Is it fair to say Jesus committed suicide?

I don’t think that’s right. Suicide is the desire to end ones life. Here it’s the desire to save the life of another.

Let me try…using my own words.

The first statement was, “Biblical prophecies are written after the events.” i.e., they aren’t really prophecies. (I predict John F. Kennedy will be assassinated.)

Your reply was, “Is this true? All the prophecies listed in the Old Testament were all written after the events of Jesus?”

But that doesn’t follow at all. The original statement could include the claim that the prophecies of the destruction of Jerusalem by the Babylonians was written after the destruction of Jerusalem…but still long before the events of Jesus.

That is the gigantic middle ground you left out.

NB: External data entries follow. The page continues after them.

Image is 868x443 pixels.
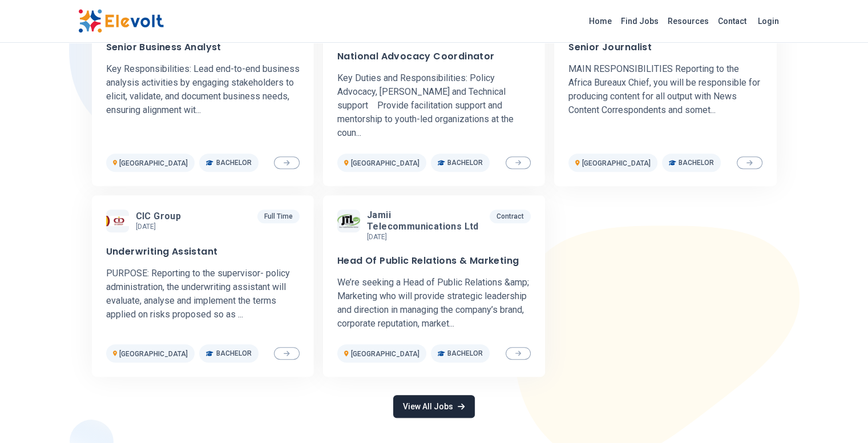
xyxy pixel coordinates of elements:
[216,348,252,358] span: Bachelor
[92,195,314,377] a: CIC groupCIC group[DATE]Full TimeUnderwriting AssistantPURPOSE: Reporting to the supervisor- poli...
[337,71,531,140] p: Key Duties and Responsibilities: Policy Advocacy, [PERSON_NAME] and Technical support Provide fac...
[216,158,252,167] span: Bachelor
[584,12,617,30] a: Home
[136,211,182,222] span: CIC group
[106,215,129,226] img: CIC group
[367,209,481,232] span: Jamii Telecommunications Ltd
[106,62,300,117] p: Key Responsibilities: Lead end-to-end business analysis activities by engaging stakeholders to el...
[393,394,474,418] a: View All Jobs
[582,160,651,167] span: [GEOGRAPHIC_DATA]
[663,12,713,30] a: Resources
[447,348,483,358] span: Bachelor
[106,41,221,53] h3: Senior Business Analyst
[490,209,531,223] p: Contract
[713,12,751,30] a: Contact
[337,275,531,330] p: We’re seeking a Head of Public Relations &amp; Marketing who will provide strategic leadership an...
[337,51,495,62] h3: National Advocacy Coordinator
[337,214,360,227] img: Jamii Telecommunications Ltd
[323,195,545,377] a: Jamii Telecommunications LtdJamii Telecommunications Ltd[DATE]ContractHead Of Public Relations & ...
[78,9,164,33] img: Elevolt
[617,12,663,30] a: Find Jobs
[119,350,188,358] span: [GEOGRAPHIC_DATA]
[569,62,762,117] p: MAIN RESPONSIBILITIES Reporting to the Africa Bureaux Chief, you will be responsible for producin...
[447,158,483,167] span: Bachelor
[367,232,485,241] p: [DATE]
[351,350,420,358] span: [GEOGRAPHIC_DATA]
[106,266,300,322] p: PURPOSE: Reporting to the supervisor- policy administration, the underwriting assistant will eval...
[119,160,188,167] span: [GEOGRAPHIC_DATA]
[106,246,218,258] h3: Underwriting Assistant
[751,10,786,32] a: Login
[569,41,652,53] h3: Senior Journalist
[678,158,714,167] span: Bachelor
[136,222,186,231] p: [DATE]
[337,255,519,266] h3: Head Of Public Relations & Marketing
[258,209,300,223] p: Full Time
[811,388,868,443] iframe: Chat Widget
[351,160,420,167] span: [GEOGRAPHIC_DATA]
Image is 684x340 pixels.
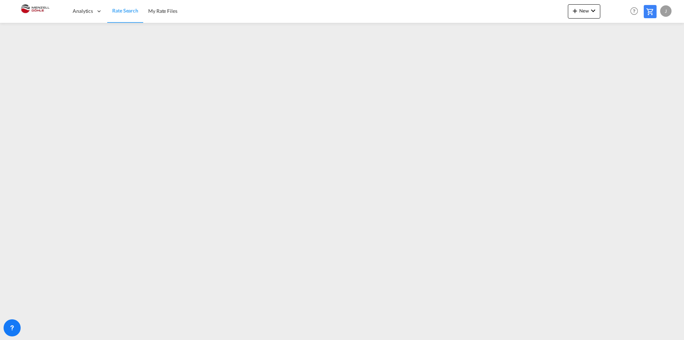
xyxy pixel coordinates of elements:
[148,8,178,14] span: My Rate Files
[628,5,641,17] span: Help
[73,7,93,15] span: Analytics
[11,3,59,19] img: 5c2b1670644e11efba44c1e626d722bd.JPG
[571,6,580,15] md-icon: icon-plus 400-fg
[660,5,672,17] div: J
[589,6,598,15] md-icon: icon-chevron-down
[628,5,644,18] div: Help
[571,8,598,14] span: New
[568,4,601,19] button: icon-plus 400-fgNewicon-chevron-down
[112,7,138,14] span: Rate Search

The claim is that all the prophecies in the Old Testament were written after those events…not that they were all written after the time of Jesus.

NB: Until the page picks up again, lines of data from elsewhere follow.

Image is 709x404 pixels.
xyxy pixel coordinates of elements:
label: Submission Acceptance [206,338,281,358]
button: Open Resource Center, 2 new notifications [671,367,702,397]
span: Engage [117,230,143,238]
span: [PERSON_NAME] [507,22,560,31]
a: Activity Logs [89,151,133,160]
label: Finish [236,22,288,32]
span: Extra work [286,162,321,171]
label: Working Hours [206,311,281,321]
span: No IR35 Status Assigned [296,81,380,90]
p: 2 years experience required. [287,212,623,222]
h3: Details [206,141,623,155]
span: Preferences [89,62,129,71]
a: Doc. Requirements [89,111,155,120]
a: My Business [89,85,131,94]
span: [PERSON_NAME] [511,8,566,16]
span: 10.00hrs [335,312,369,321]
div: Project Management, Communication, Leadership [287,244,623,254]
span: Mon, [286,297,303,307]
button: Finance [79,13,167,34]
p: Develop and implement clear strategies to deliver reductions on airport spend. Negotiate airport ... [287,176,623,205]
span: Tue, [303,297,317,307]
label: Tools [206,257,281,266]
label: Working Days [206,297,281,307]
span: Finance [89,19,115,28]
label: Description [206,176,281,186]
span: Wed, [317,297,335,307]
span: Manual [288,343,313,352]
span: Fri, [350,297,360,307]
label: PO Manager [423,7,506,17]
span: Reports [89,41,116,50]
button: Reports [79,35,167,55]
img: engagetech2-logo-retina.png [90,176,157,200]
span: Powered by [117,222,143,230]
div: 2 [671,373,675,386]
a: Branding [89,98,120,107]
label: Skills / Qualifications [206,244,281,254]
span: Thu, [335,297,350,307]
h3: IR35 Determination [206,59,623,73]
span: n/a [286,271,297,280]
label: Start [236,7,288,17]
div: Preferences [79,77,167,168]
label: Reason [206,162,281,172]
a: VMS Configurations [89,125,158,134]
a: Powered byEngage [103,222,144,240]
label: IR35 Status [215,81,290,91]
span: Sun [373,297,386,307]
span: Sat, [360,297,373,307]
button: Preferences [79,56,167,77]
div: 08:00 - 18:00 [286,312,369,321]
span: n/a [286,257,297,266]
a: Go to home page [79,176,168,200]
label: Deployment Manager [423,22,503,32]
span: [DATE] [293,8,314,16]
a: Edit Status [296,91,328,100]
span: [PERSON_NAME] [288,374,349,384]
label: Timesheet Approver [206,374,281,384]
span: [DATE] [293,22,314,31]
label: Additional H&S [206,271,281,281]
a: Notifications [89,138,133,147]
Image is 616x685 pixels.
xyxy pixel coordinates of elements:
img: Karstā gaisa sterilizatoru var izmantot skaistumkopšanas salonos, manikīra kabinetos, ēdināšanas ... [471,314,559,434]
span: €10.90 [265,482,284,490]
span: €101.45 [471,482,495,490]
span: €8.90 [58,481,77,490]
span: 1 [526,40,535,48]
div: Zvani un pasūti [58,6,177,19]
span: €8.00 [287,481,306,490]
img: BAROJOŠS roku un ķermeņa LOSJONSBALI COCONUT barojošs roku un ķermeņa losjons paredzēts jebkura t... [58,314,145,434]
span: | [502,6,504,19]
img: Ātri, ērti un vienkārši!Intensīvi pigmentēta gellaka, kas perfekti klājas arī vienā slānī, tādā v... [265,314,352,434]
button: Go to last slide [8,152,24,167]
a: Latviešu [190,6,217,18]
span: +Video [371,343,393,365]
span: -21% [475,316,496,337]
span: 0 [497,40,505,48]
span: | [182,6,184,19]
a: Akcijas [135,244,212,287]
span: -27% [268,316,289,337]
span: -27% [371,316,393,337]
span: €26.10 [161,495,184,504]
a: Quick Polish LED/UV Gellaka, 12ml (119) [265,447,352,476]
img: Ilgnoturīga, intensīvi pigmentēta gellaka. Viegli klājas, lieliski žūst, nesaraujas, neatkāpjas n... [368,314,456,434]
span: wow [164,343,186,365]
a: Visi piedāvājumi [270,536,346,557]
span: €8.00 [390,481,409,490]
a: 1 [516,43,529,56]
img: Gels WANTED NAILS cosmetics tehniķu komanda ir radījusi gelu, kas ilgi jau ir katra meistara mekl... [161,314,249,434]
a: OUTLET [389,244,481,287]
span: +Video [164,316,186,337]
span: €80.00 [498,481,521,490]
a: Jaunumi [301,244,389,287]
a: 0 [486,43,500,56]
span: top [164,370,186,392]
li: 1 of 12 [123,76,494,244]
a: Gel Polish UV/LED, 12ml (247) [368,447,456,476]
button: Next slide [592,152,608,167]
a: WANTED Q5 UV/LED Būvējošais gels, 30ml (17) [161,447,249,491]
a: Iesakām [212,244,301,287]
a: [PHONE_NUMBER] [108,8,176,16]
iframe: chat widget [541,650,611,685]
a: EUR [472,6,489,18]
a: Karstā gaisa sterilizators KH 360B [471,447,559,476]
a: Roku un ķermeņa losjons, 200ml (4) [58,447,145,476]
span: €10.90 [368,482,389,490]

Wouldn’t the double meaning of the English word “maiden” be a more accurate translation? In the sense that in those societies a young unmarried woman better be a virgin, or else?

Every trench I dug in the military had a hole to kick a grenade into.

Essentially, he built the grenade (starting with the creation) and then threw it. Given that then it is suicide… But being GOD should grant at least Superman or equivalent levels of ability, so if you can’t die then it doesn’t really count. And it doesn’t matter if at the time he was unsure of this because prior to assuming human form he knew what the outcome was.

When I was a kid being raised Roman Catholic, the sinful version was called “The sin of despair”
Giving one’s life would be considered different.

We should also note that the prophecy in question comes from the Book of Isaiah. This was written ~300 years after Isaiah’s death. As we already noted with Balaam, quite a lot can change in that time, and so we must question where exactly this prophecy came from. It is awfully specific for something which is that old and, if we’re honest, it’s just as unlikely that Isaiah was as much a prophet of Yahweh as Balaam was. There’s no extra-Biblical evidence of Jewish monotheism prior to ~600BC.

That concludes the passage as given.